Energy Takes Back Seat

Electricity shortages in China are spreading as price pressures grow.

As China's government struggles with economic challenges, signs are growing that energy efficiency may be taking a back seat to inflation concerns.

On April 22, the National Energy Administration (NEA) raised its growth forecast for electricity consumption this year to between 10 and 12 percent from a previous estimate of 9 percent in January, the official Xinhua news agency reported.

The increase follows a 12.7-percent surge in first-quarter power use and a jump of 13.4 percent from a year earlier in March, the NEA said.

All the figures have outpaced the 9.7-percent GDP growth rate in the first quarter, suggesting that China is using more energy to produce each unit of economic output.

That is just the opposite of the government's goal to improve energy efficiency by 3.5 percent in 2011 under the 12th Five-Year Plan announced in March, which calls for 8 percent GDP growth this year.

Xue Jing, the China Electricity Council's statistics director, acknowledged the trends will make it hard to meet efficiency and emissions targets.

The consumption figures "suggested the economy was still mainly driven by heavy industries, which indicates a great challenge for China's economic restructuring and emissions reduction pledge," said Xue, according to state media.

The industrial sector has accounted for 73.5 percent of China's power use so far this year, the NEA said.

Skittish

Philip Andrews-Speed, a China energy expert in Edinburgh, Scotland said energy saving was high on the agenda when the government was straining to meet its previous five-year efficiency target by the end of 2010.

But growing inflation has made the government skittish about raising rates to encourage conservation and reflect real energy costs.

"Now, just as energy could be coming back to the top, it is replaced by inflation," said Andrews-Speed. "As is the case in most countries, governments have usually more important things on their agenda than saving energy."

Consumer price inflation (CPI) of 5.4 percent in March easily topped the government's 4-percent goal for the year, making increases in controlled power prices less likely, despite plunging profits at generating companies.

"It will make it consistently more difficult and they'll have to be very selective," said Andrews-Speed.

The National Development and Reform Commission (NDRC) has "no current plans" for a nationwide rate increase, although it may consider charges in some regions, an unidentified official told Caixin Online.

Power problems

But the collision of contradictory policies has produced a series of power problems, shortages and social pressures.

In January 2008, the government froze most energy prices to fight a previous bout of inflation. Since then, China's five major power companies have complained that they lost over 60 billion yuan ($9.2 billion) on generation due to fluctuating coal costs.

In November 2009, the NDRC raised rates by about 3 percent but exempted household consumers. Other increases have provided partial relief to producers through "on-grid" price hikes that have not been passed on to end users.

But without further rate hikes, power consumption could grow faster this year. Governments in eastern Jiangsu and Zhejiang have already ordered power rationing to big energy consumers in March, months before the usual summer squeeze, Xinhua reported on April 22.

Zhejiang has been buying up electricity from neighboring provinces and forcing 500,000 enterprises to operate on a rotating schedule of supplies. Other provinces facing shortages include Guangdong, Jiangxi, Jiangsu and Hunan, the official English-language China Daily reported.

Power to small businesses in Zhejiang has been shut off every other day, the paper's website said.

In cases where the NDRC has raised energy prices on consumers, it has run the risk of unrest.

Shanghai strike

Starting on April 19, some 2,000 truckers at Shanghai's port facilities staged a three-day strike to protest higher fuel costs, tolls and fees, The New York Times reported, citing China's Economic Observer. Some workers smashed windows and scuffled with police, the papers said.

The stoppage was initially unreported by state media, but Xinhua later noted a decision to reduce the fees.

The NDRC last raised retail fuel prices by 5.8 percent on April 7, marking the second such increase since February. But the government's formula for allowing price hikes lags far behind the runup in international crude oil prices, causing losses to refiners and periodic shortages.

The government faces a "tough choice" in considering whether to raise fuel prices further because of effects on inflation and the economy, said Carmen Reinhart, senior fellow at the Peterson Institute for International Economics in Washington.

"If we continue to see the behavior in oil markets that we've been seeing and the more persistent that becomes, the greater the odds that they will have to do some readjustment, even if partial," Reinhart said.

But higher electricity rates could ripple further through the population and the economy than fuel costs, which mainly affect car owners and commercial transport.

"Electricity hits everybody," said Andrews-Speed.

Analysts are concerned the conditions may set the stage for diesel shortages as industries switch to generators for electricity supplies. Similar power cuts led to a run on diesel fuel last year.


### [Task prompt]
Whenever the string "Image" turns up in a line below, that line should be copied.

### [Records to use]
.....

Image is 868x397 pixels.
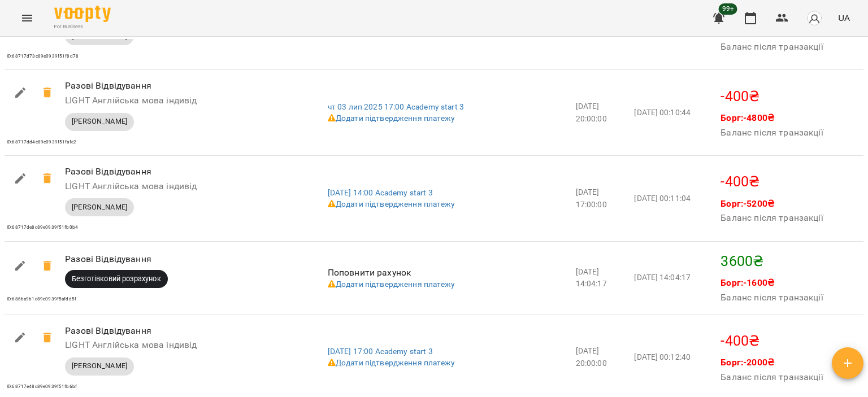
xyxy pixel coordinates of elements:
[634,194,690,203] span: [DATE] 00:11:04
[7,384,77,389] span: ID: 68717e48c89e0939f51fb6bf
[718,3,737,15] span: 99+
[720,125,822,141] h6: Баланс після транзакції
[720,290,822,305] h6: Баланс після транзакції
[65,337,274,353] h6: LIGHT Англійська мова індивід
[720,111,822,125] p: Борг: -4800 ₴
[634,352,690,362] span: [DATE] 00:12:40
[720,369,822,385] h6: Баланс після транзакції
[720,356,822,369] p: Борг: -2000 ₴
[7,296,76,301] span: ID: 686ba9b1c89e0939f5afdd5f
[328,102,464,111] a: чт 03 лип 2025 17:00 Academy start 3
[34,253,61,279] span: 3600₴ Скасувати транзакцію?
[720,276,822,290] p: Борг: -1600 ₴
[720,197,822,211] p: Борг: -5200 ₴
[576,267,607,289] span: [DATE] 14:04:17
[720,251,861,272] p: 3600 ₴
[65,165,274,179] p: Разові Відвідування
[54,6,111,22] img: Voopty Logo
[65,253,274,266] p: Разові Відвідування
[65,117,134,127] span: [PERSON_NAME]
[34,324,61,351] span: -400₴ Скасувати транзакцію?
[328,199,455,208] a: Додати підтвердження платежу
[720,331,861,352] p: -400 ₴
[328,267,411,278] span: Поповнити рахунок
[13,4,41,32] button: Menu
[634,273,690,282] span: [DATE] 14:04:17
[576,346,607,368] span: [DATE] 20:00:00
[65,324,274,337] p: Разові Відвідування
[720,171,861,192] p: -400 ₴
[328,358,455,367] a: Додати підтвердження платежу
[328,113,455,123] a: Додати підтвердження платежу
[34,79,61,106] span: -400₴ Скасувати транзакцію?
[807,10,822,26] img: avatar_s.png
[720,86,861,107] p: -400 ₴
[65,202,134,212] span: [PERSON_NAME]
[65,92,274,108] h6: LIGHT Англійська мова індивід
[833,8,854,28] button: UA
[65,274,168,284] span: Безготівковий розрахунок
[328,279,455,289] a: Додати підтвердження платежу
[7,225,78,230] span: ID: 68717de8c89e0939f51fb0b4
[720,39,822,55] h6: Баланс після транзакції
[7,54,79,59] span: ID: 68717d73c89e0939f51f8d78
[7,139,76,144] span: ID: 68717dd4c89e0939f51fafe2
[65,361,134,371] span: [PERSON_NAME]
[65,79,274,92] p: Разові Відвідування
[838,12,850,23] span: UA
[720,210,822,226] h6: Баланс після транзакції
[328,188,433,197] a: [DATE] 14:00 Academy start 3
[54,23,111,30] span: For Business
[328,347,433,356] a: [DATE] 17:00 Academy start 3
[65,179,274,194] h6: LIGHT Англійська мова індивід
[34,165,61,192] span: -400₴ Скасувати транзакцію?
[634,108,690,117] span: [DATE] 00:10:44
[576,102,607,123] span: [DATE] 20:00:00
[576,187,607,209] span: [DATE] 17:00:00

.....

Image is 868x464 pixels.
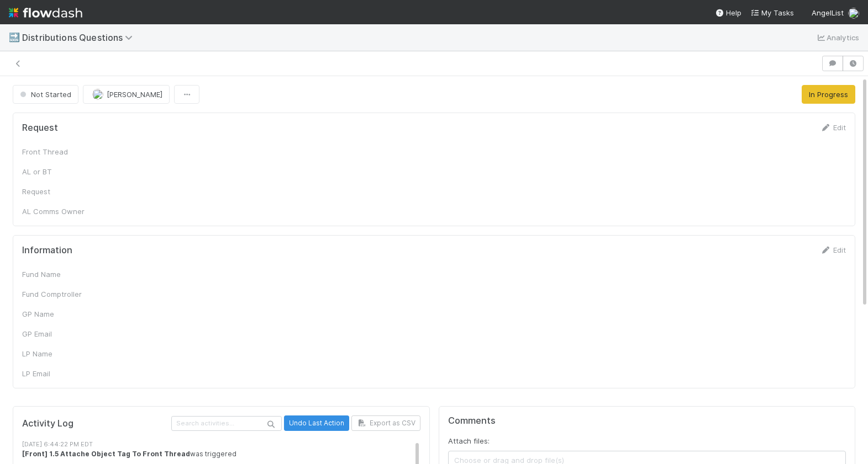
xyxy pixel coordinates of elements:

.....

### [The answer]
Image is 868x397 pixels.
Image is 868x464 pixels.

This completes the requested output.